The Lego Star Wars Holiday Special amps up that cheesiness in the best way possible, taking all the bad with the good, in a charming ode to the 1978 television special.
A new Disney+ offering that arrives on the platform on the 42nd anniversary of that other Life Day extravaganza and is mediocre in the sort of unimaginative, promo-tainment ways that have become commonplace in the modern era.
“The Lego Star Wars Holiday Special” is a studiously inoffensive mess, being both self-conscious and desperate-to-please, but also unfocused and un-funny.
This movie is a serviceable humorous movie that caters to a lot of memes and in jokes within the universe including a time travel sequence that is so zany that I have never seen anything like it.
Głównie skierowana do młodszego odbiorcy (kto by się spodziewał), zawiera w sobie kilka fajnych żartów, ale głównie służy do przedstawienia klasycznych wydarzeń
Perfectly fine for what it is.
'The Lego Star Wars Holiday Special' is OK, not necessarily good or bad. A couple of the actors carry over from the 'Star Wars' franchise itself, though the vast majority of main stars from the aforementioned do not. The plot is split three ways in terms of how I enjoyed them.

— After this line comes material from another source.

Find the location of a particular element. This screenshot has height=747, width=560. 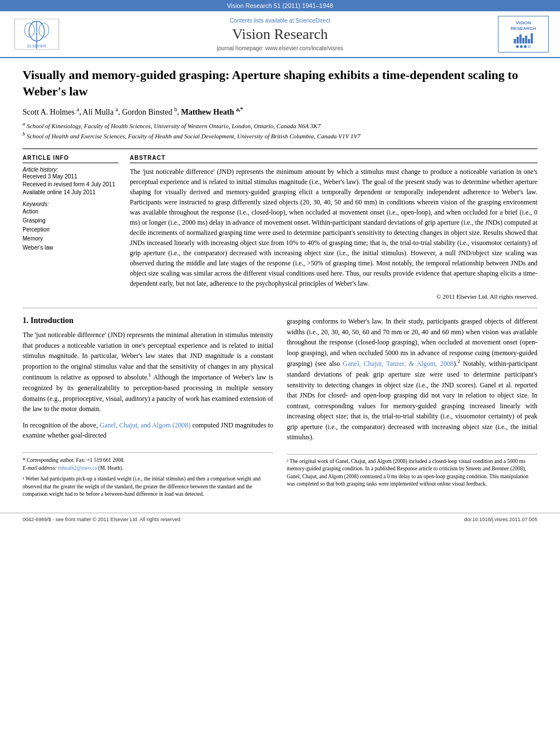

footnotes-right: ² The original work of Ganel, Chajut, an… is located at coordinates (412, 471).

The best stuff, for me, is the bits with Palpatine and Darth Vader, Trevor Devall undoubtedly gives the best voice performance as the former. The parts with Rey, who is voiced unconvincingly and borderline irritatingly by Helen Sadler, is watchable. Lastly, the stuff with Finn & Co. is uninteresting filler.
On Sadler's story in this, I did enjoy seeing them go back through the films from the main franchise - though I would've liked it more if they did it in a more clever and amusing way, à la 'The Lion King 1½' with the Pride Rock scene.
At just 44mins and with the nessacary - if not a great deal of - festive vibe, it's practically impossible to dislike this... at least for me. It's also light years ahead of its 1978 predecessor, not that that's difficult mind.